My new workstation is “finished”; I’ve been using it for client work and all seems well. I meant to post interim updates on its progress along with some photos, but got carried away with the build. No doubt I’ll get some photos on here soon.
One minor issue which I resolved (at least for now) last night was annoying pauses in GNU/Linux (Ubuntu), which I use as my main operating system. These roughly second-long pauses in which my mouse input wasn’t actioned seemed to occur particularly often when doing things like switching tabs in Thunderbird’s settings dialogue boxes amongst other things.
They hadn’t always been present, and I was pretty sure they were because of some adjustments I had made to operating system settings on account of using a SSD (solid-state drive), which were intended to increase long-term performance and wear levels. I’d followed most of the tips from these pages:
- New to SSDs?
- Four Tweaks for Using Linux with Solid State Drives
- Geek Sheet: A Tweaker’s Guide to Solid State Drives (SSDs) and Linux
- Linux Filesystems for Modern SSDs and TRIM Support
Following the advice given, I’d enabled TRIM support for my ext4 partition by editing my fstab file. However, after making that and other changes, a process of elimination showed that it was this adding of the ‘discard’ option that had introduced the annoying pauses.
I’m now running without ‘discard’ (TRIM) enabled on my Crucial RealSSD C300. Hopefully the drive will “recover” well enough without TRIM. I’ll also try re-enabling ‘discard’ every time a new kernel is installed to see if this issue gets sorted.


- **Exercise**: Every line from the one containing "Describe the element at coordinates (571, 129)" to the end of the data below should be copied exactly, but pictures should not.
(Entries supplied begins)
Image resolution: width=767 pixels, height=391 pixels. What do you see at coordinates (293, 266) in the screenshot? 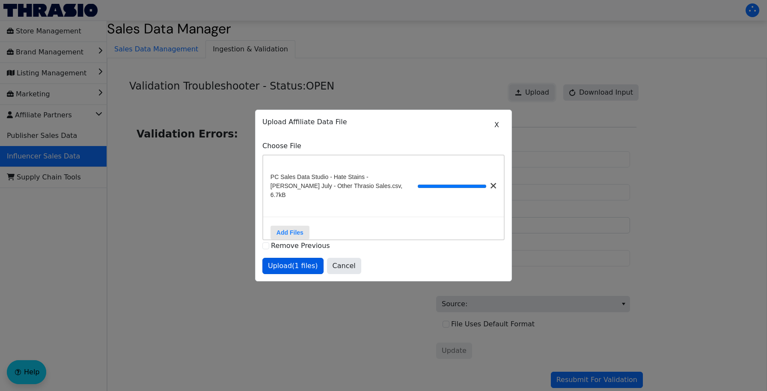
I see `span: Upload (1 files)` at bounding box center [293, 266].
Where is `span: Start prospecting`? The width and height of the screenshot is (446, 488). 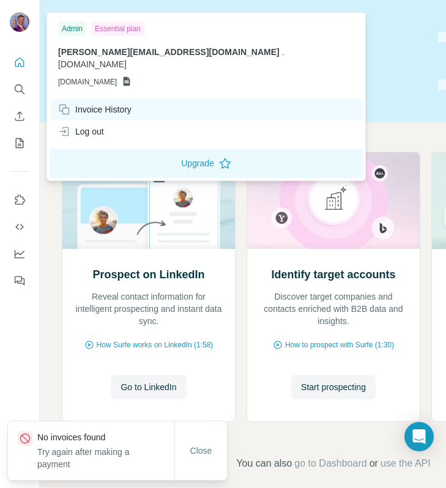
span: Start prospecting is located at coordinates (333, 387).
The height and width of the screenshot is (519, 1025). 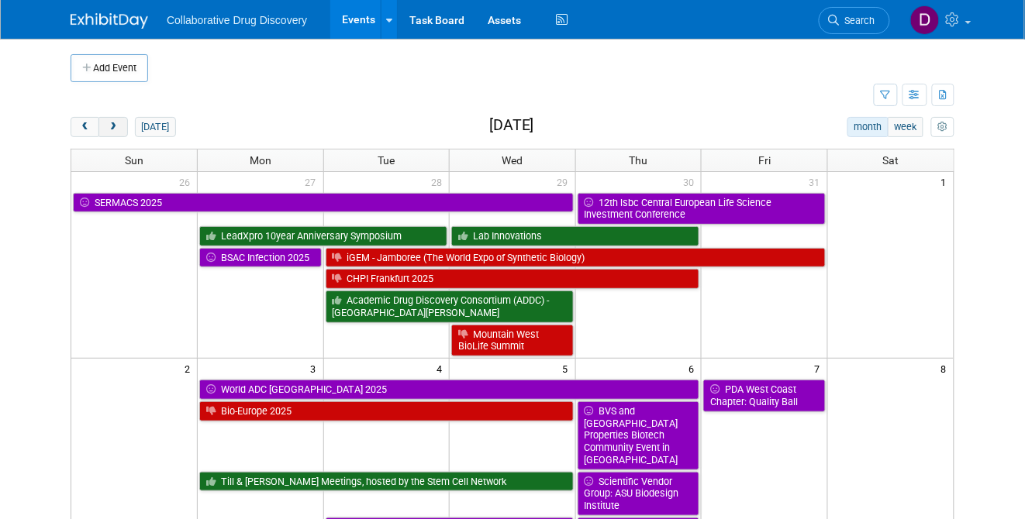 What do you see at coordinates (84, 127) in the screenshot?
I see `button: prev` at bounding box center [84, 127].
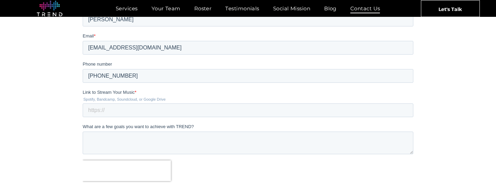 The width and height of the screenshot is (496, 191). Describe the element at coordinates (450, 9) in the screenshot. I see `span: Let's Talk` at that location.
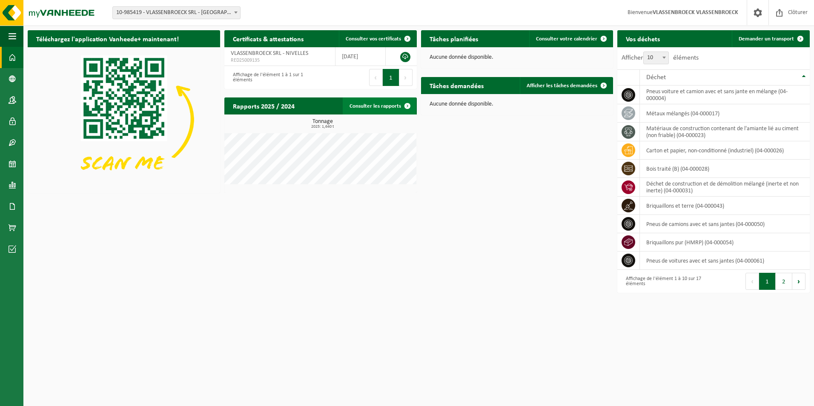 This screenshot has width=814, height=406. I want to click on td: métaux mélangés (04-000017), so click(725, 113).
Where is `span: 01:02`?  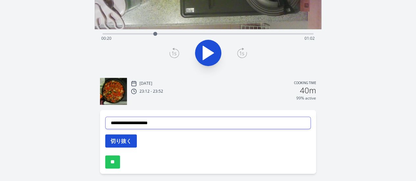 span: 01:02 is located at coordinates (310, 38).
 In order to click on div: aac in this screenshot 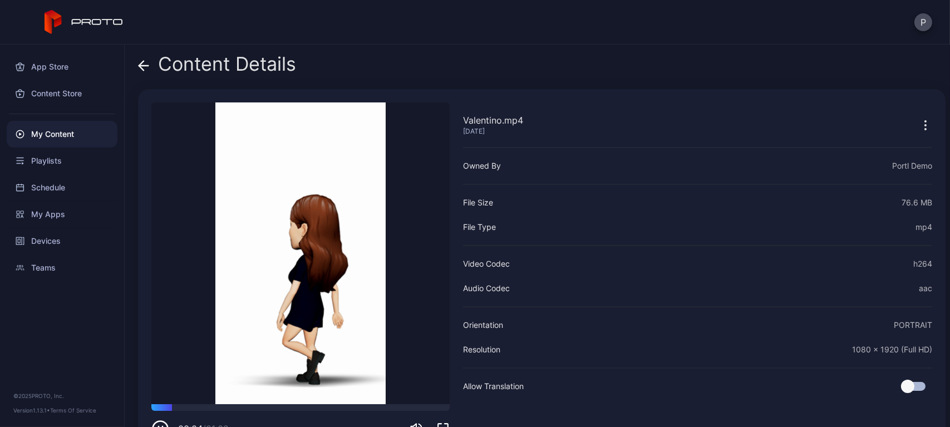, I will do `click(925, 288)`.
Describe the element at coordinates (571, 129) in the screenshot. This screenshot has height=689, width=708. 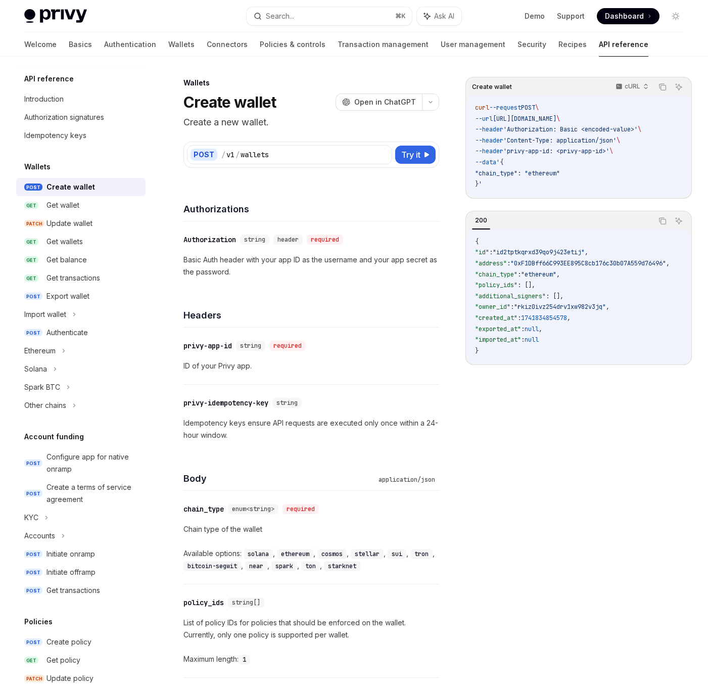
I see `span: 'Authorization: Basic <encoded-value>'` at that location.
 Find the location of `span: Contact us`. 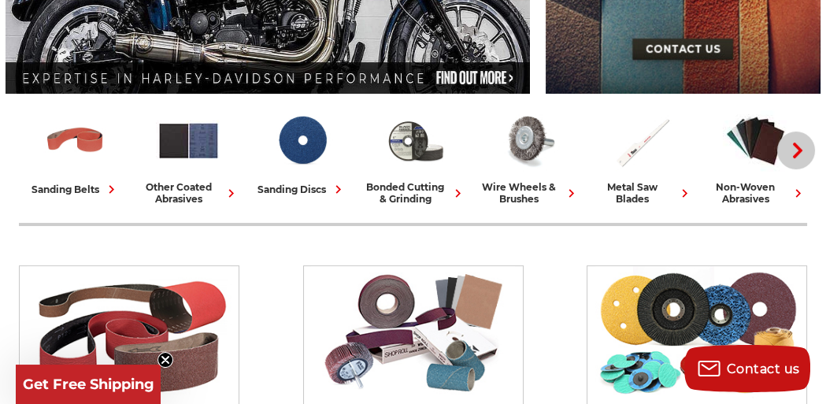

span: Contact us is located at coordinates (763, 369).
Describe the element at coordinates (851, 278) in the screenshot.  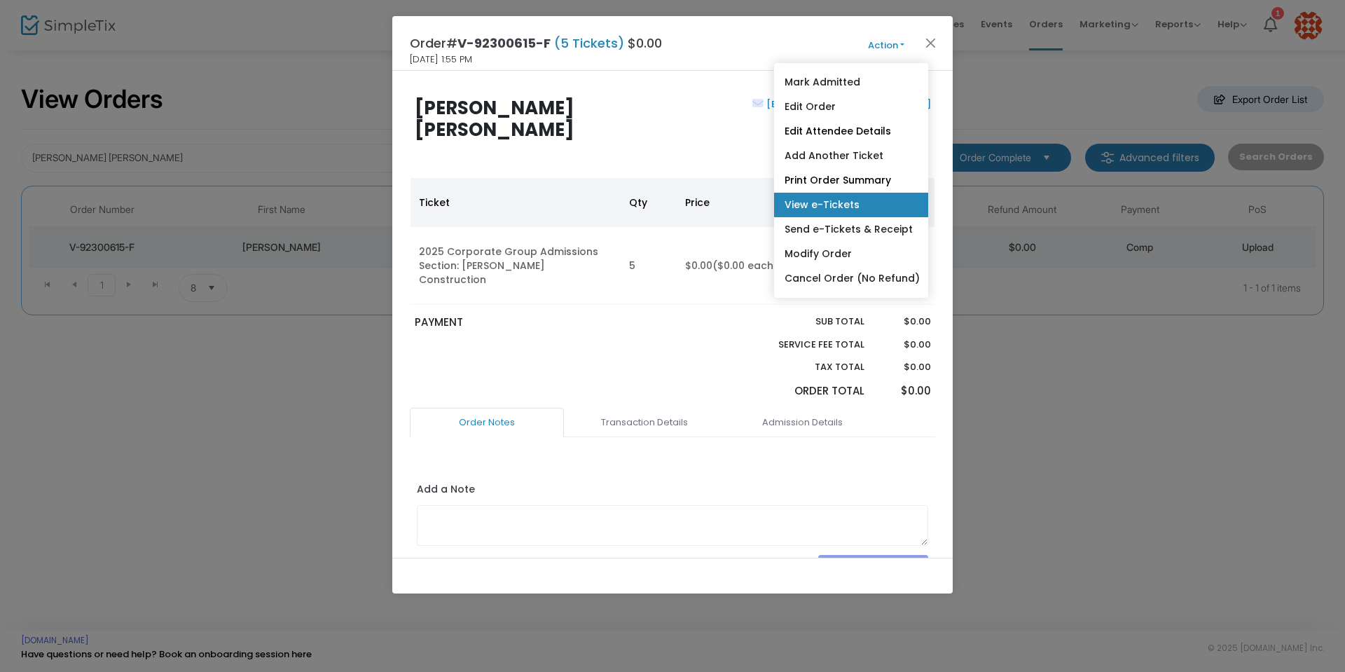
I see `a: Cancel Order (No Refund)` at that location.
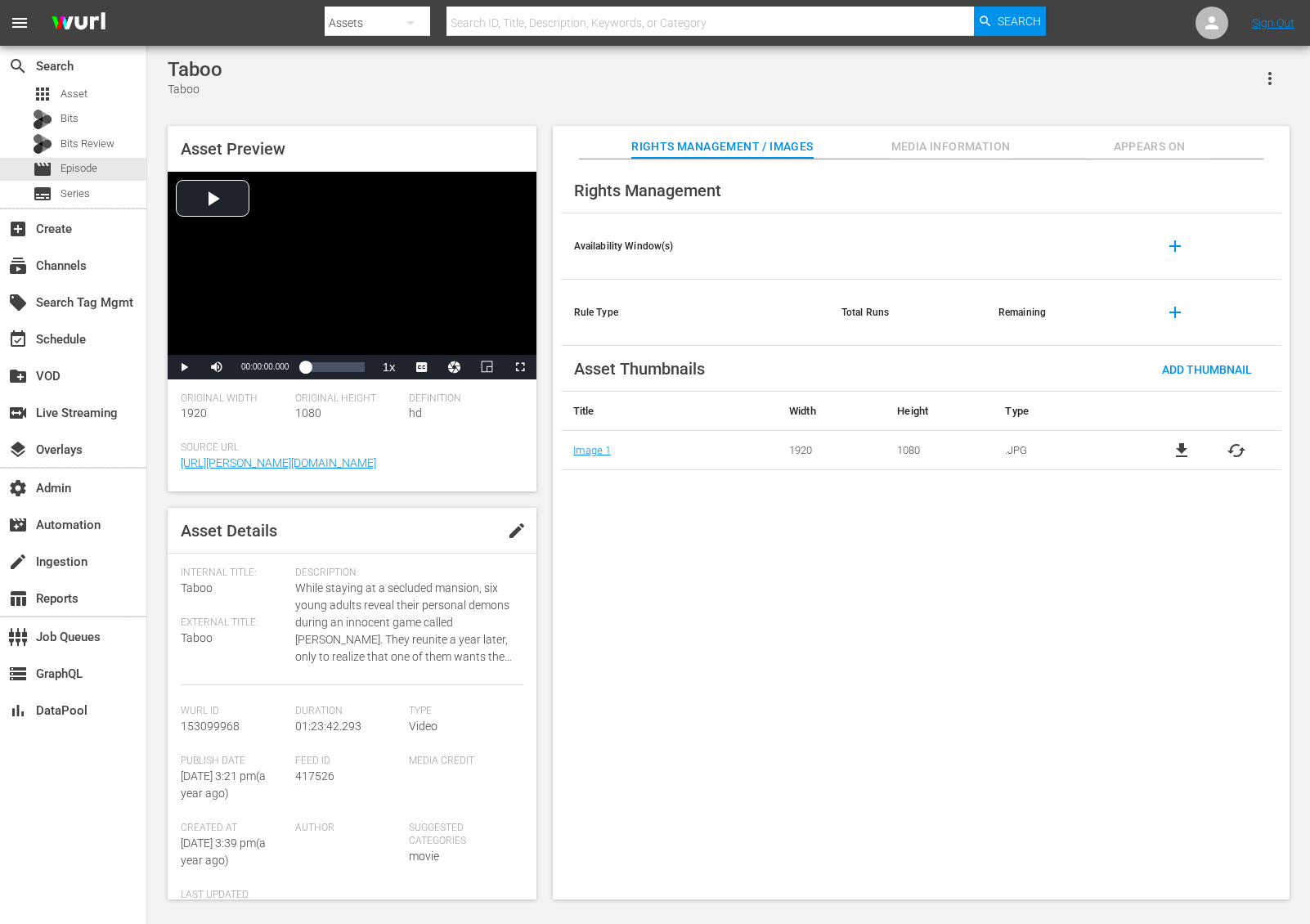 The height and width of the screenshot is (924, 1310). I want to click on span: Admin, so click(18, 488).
(Entries supplied ends)
- **Solution for this problem**:
Describe the element at coordinates (571, 129) in the screenshot. This screenshot has height=689, width=708. 
I see `span: 'Authorization: Basic <encoded-value>'` at that location.
 Find the location of `span: Contact us`. 

span: Contact us is located at coordinates (763, 369).
Describe the element at coordinates (851, 278) in the screenshot.  
I see `a: Cancel Order (No Refund)` at that location.
 The height and width of the screenshot is (924, 1310). I want to click on span: Admin, so click(18, 488).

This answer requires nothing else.